Our open-source registry currently tracks over 1.7 million collected SKILL.md configurations and system prompts. By compiling agent configurations from active developers on GitHub, we bridge the gap between prompt engineering research and production execution. Whether you are building agents with Anthropic's Claude Code, OpenAI's GPT-4, Google's Gemini, or local models using Ollama and LlamaIndex, standardized skill definitions ensure your agents behave predictably across different runtime environments.
What is the Model Context Protocol (MCP)?
The Model Context Protocol (MCP) is an open-source standard designed to connect LLMs to data sources, developer tools, and external environments. MCP establishes a bidirectional communication channel between client applications (like Cursor, Claude Desktop, or custom agent systems) and servers hosting data or capabilities. Standardizing instructions via SKILL.md enables LLMs to query databases, read local files, execute terminal commands, and integrate third-party APIs. SkillMD allows you to find ready-to-run MCP servers and prompt instructions for various occupations and technical tasks.
The Structure of a Professional SKILL.md File
A valid SKILL.md configuration is designed to be easily read by humans and parsed by LLMs. It contains precise system instructions, trigger conditions, required parameters, and execution examples. Below is the typical architectural blueprint of a professional agent skill:
- Metadata & Core Scope: Declares the name of the skill, author details, target models, and a description of the capability.
- Triggers & Intent Detection: Details semantic triggers that help the agent decide when to invoke this skill.
- System Prompts: Explicit system-level instructions that direct the agent's behavior, personality, safety guardrails, and formatting preferences.
- Capabilities & Tools: Lists the files, databases, or APIs the agent must access to complete the tasks.
- Few-Shot Examples: Demonstrates real inputs and outputs, helping the model generalize behavior through in-context learning.
Optimizing Agent Workflows for Modern LLMs
Writing effective agent skills requires deep knowledge of prompt engineering. With the release of advanced reasoning models like Claude 3.5 Sonnet, ChatGPT o1, and DeepSeek-V3, prompt templates must focus on structured thinking. Developers are encouraged to use XML tags (e.g., <thought>, <context>, and <rules>) to isolate execution boundaries. Standardized prompts prevent agents from suffering from context drift, ensuring that long-running tasks remain aligned with the initial system parameters.

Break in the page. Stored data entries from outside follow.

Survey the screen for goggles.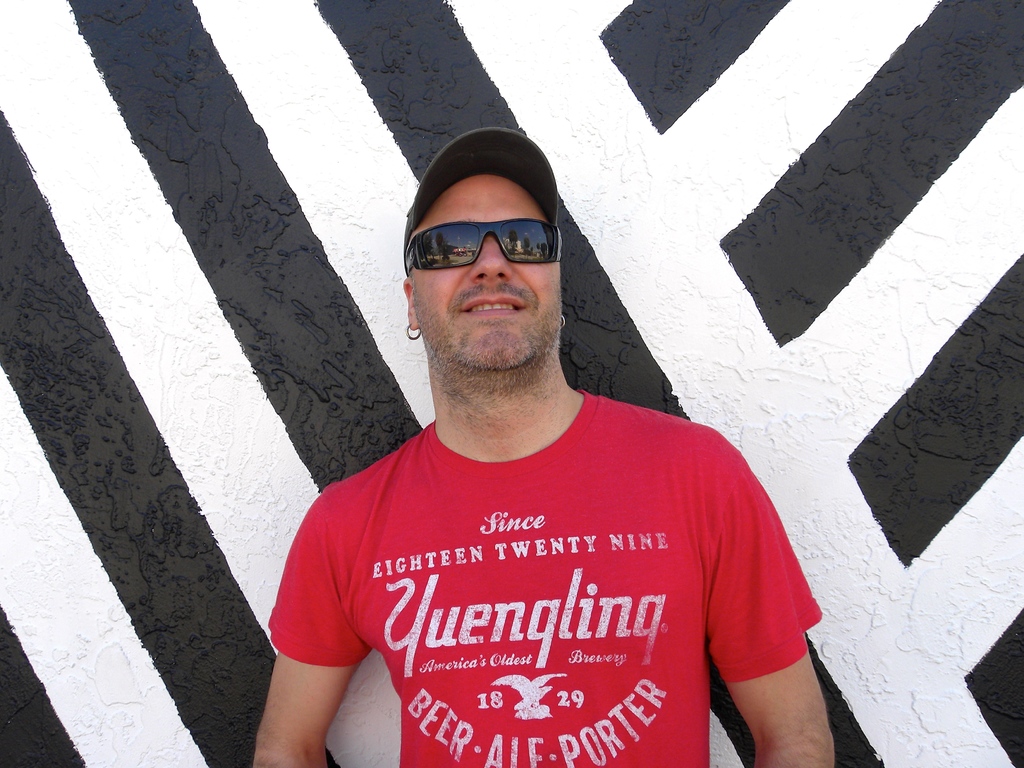
Survey found: [x1=403, y1=221, x2=567, y2=280].
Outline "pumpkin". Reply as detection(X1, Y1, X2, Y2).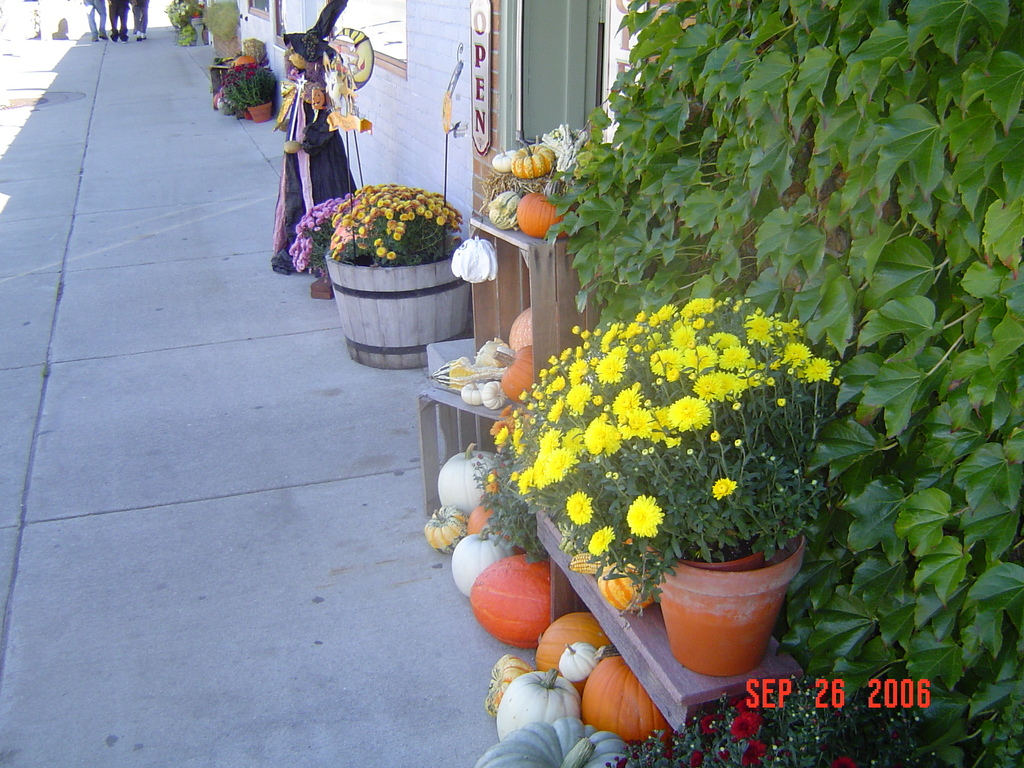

Exploring by SOC Occupations and Creator Profiles
What makes SkillMD unique is its taxonomy. Instead of simple text search, we parse and organize files according to the Standard Occupational Classification (SOC) system. This means you can discover skills written for Computer and Mathematical roles, Business and Financial operations, Legal, Design, and and Educational Instruction fields. By tracking creator profiles, developers can study how different teams organize their custom instructions, compare version updates, and fork public configs for specialized enterprise use cases.

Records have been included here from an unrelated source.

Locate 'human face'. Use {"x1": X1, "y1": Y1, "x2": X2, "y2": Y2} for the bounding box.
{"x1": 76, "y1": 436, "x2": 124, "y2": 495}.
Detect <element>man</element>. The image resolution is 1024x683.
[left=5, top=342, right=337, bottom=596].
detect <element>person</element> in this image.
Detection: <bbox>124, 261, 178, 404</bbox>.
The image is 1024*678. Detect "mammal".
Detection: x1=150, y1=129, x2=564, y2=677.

SkillMD operates as a high-performance index running on a fast Go backend and a highly responsive Astro SSR frontend. All search queries execute in milliseconds, featuring smart debouncing to prevent multiple API requests while keeping user data secure. Join our community of developers to standardize your AI agent instructions and optimize your LLM prompting workflows today.
Frequently Asked Questions
A practical guide to agent skills: what they are, how to inspect them, and how SkillMD helps you explore the ecosystem.